Uses BASE-20 encoding with rejection sampling for unbiased token generation.- authentication.devicecode: RFC 8628 device code flow. Provides polling
infrastructure and expiration for magic link authorization tracking.- authentication.otp: Email OTP generation and verification for MFA. Delivers
codes via emailotp module with device fingerprinting.- authentication.totp: TOTP verification for MFA. Validates RFC 6238 codes
from authenticator apps (Google Authenticator, Authy, etc.).- sessions: Cluster-wide session management with quorum replication.
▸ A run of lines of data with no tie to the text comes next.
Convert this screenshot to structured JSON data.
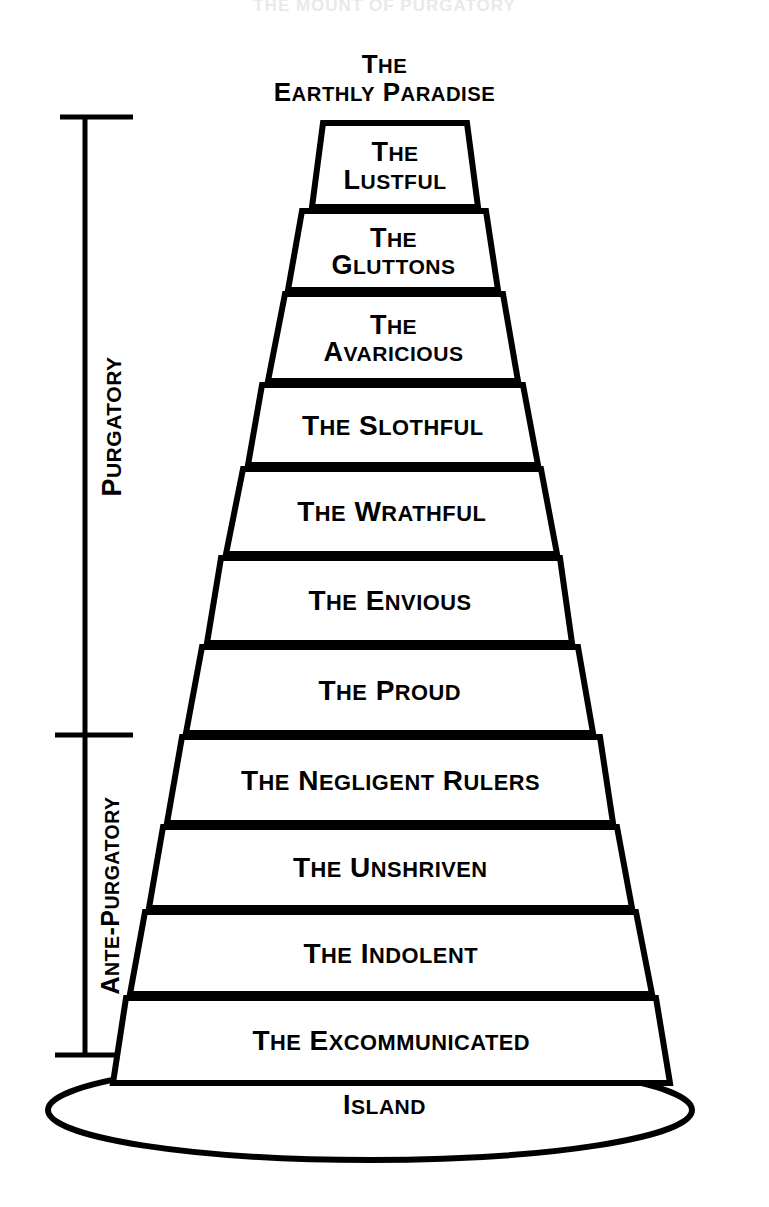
{
  "page": {
    "title": "The Mount of Purgatory",
    "cut_off_top_text": "THE MOUNT OF PURGATORY",
    "background_color": "#ffffff",
    "ink_color": "#000000"
  },
  "apex": {
    "line1": "The",
    "line2": "Earthly Paradise"
  },
  "brackets": [
    {
      "id": "purgatory",
      "label": "Purgatory",
      "top_y": 117,
      "bottom_y": 735
    },
    {
      "id": "ante-purgatory",
      "label": "Ante-Purgatory",
      "top_y": 735,
      "bottom_y": 1055
    }
  ],
  "base": {
    "label": "Island"
  },
  "chart_data": {
    "type": "diagram",
    "title": "The Mount of Purgatory",
    "shape": "stepped truncated cone / ziggurat",
    "orientation": "apex at top, widest tier at bottom",
    "tier_count": 11,
    "tiers": [
      {
        "index": 1,
        "lines": [
          "The",
          "Lustful"
        ],
        "text": "The Lustful",
        "group": "Purgatory",
        "top_y": 123,
        "bottom_y": 207,
        "top_left_x": 323,
        "top_right_x": 467,
        "bottom_left_x": 312,
        "bottom_right_x": 478,
        "font_size": 27
      },
      {
        "index": 2,
        "lines": [
          "The",
          "Gluttons"
        ],
        "text": "The Gluttons",
        "group": "Purgatory",
        "top_y": 211,
        "bottom_y": 290,
        "top_left_x": 302,
        "top_right_x": 486,
        "bottom_left_x": 288,
        "bottom_right_x": 498,
        "font_size": 27
      },
      {
        "index": 3,
        "lines": [
          "The",
          "Avaricious"
        ],
        "text": "The Avaricious",
        "group": "Purgatory",
        "top_y": 294,
        "bottom_y": 381,
        "top_left_x": 285,
        "top_right_x": 503,
        "bottom_left_x": 268,
        "bottom_right_x": 518,
        "font_size": 27
      },
      {
        "index": 4,
        "lines": [
          "The Slothful"
        ],
        "text": "The Slothful",
        "group": "Purgatory",
        "top_y": 385,
        "bottom_y": 465,
        "top_left_x": 262,
        "top_right_x": 523,
        "bottom_left_x": 248,
        "bottom_right_x": 538,
        "font_size": 28
      },
      {
        "index": 5,
        "lines": [
          "The Wrathful"
        ],
        "text": "The Wrathful",
        "group": "Purgatory",
        "top_y": 469,
        "bottom_y": 554,
        "top_left_x": 243,
        "top_right_x": 541,
        "bottom_left_x": 226,
        "bottom_right_x": 557,
        "font_size": 28
      },
      {
        "index": 6,
        "lines": [
          "The Envious"
        ],
        "text": "The Envious",
        "group": "Purgatory",
        "top_y": 558,
        "bottom_y": 643,
        "top_left_x": 221,
        "top_right_x": 560,
        "bottom_left_x": 207,
        "bottom_right_x": 572,
        "font_size": 28
      },
      {
        "index": 7,
        "lines": [
          "The Proud"
        ],
        "text": "The Proud",
        "group": "Purgatory",
        "top_y": 647,
        "bottom_y": 733,
        "top_left_x": 202,
        "top_right_x": 578,
        "bottom_left_x": 186,
        "bottom_right_x": 593,
        "font_size": 28
      },
      {
        "index": 8,
        "lines": [
          "The Negligent Rulers"
        ],
        "text": "The Negligent Rulers",
        "group": "Ante-Purgatory",
        "top_y": 737,
        "bottom_y": 823,
        "top_left_x": 182,
        "top_right_x": 600,
        "bottom_left_x": 167,
        "bottom_right_x": 613,
        "font_size": 28
      },
      {
        "index": 9,
        "lines": [
          "The Unshriven"
        ],
        "text": "The Unshriven",
        "group": "Ante-Purgatory",
        "top_y": 827,
        "bottom_y": 908,
        "top_left_x": 163,
        "top_right_x": 617,
        "bottom_left_x": 149,
        "bottom_right_x": 632,
        "font_size": 28
      },
      {
        "index": 10,
        "lines": [
          "The Indolent"
        ],
        "text": "The Indolent",
        "group": "Ante-Purgatory",
        "top_y": 912,
        "bottom_y": 994,
        "top_left_x": 145,
        "top_right_x": 636,
        "bottom_left_x": 130,
        "bottom_right_x": 652,
        "font_size": 28
      },
      {
        "index": 11,
        "lines": [
          "The Excommunicated"
        ],
        "text": "The Excommunicated",
        "group": "Ante-Purgatory",
        "top_y": 998,
        "bottom_y": 1083,
        "top_left_x": 126,
        "top_right_x": 656,
        "bottom_left_x": 113,
        "bottom_right_x": 670,
        "font_size": 28
      }
    ],
    "island": {
      "label": "Island",
      "center_x": 370,
      "center_y": 1110,
      "radius_x": 322,
      "radius_y": 50
    },
    "axis_labels": [
      "Purgatory",
      "Ante-Purgatory"
    ],
    "legend": []
  }
}
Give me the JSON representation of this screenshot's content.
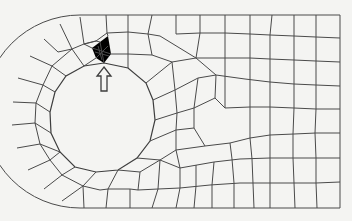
{
  "figure": {
    "colors": {
      "background": "#f4f4f2",
      "mesh_line": "#4a4a4a",
      "arrow_stroke": "#3c3c3c"
    },
    "geometry": {
      "outer_boundary": {
        "left_arc_center": [
          80,
          111
        ],
        "left_arc_radius": 96,
        "top_y": 15,
        "bottom_y": 208,
        "right_x": 340
      },
      "hole": {
        "center": [
          106,
          118
        ],
        "radius": 56
      },
      "refined_region_center": [
        101,
        53
      ],
      "arrow": {
        "tip": [
          104,
          66
        ],
        "tail": [
          104,
          92
        ],
        "direction": "up"
      }
    },
    "annotations": {
      "arrow_label": "refined-mesh-indicator"
    }
  }
}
Creates authenticated sessions, MFA pending sessions, and password-expired sessions. Session rotation after MFA completion.- directory: User data synchronization after authentication (fire-and-forget).
Provides user lookup by email (magic link), group membership, account status. Fresh data sync ensures up-to-date authorization after sign-in.- smtp: Email delivery for magic link messages and OTP codes. Fire-and-forget
delivery ensures consistent response timing (anti-enumeration).-
signout: Companion service for session termination and logout flows.
-
onboarding: Uses magic link flow for email verification, then transitions to
passkey enrollment. The onboarding SPA calls /api/signin/magiclink and /api/signin/magiclink/poll directly via fetch(). After authorization, the poll handler creates a "user" session which onboarding detects on page reload.- passwordchange: Handles password change flows when password-expired session
is active. Redirects back to sign-in after successful change.-
firewall: Network-level access rules applied before sign-in endpoints.
-
protection: Rate limiting (fingerprint-based) on all sign-in endpoints.
Prevents brute force attacks on credentials and MFA codes.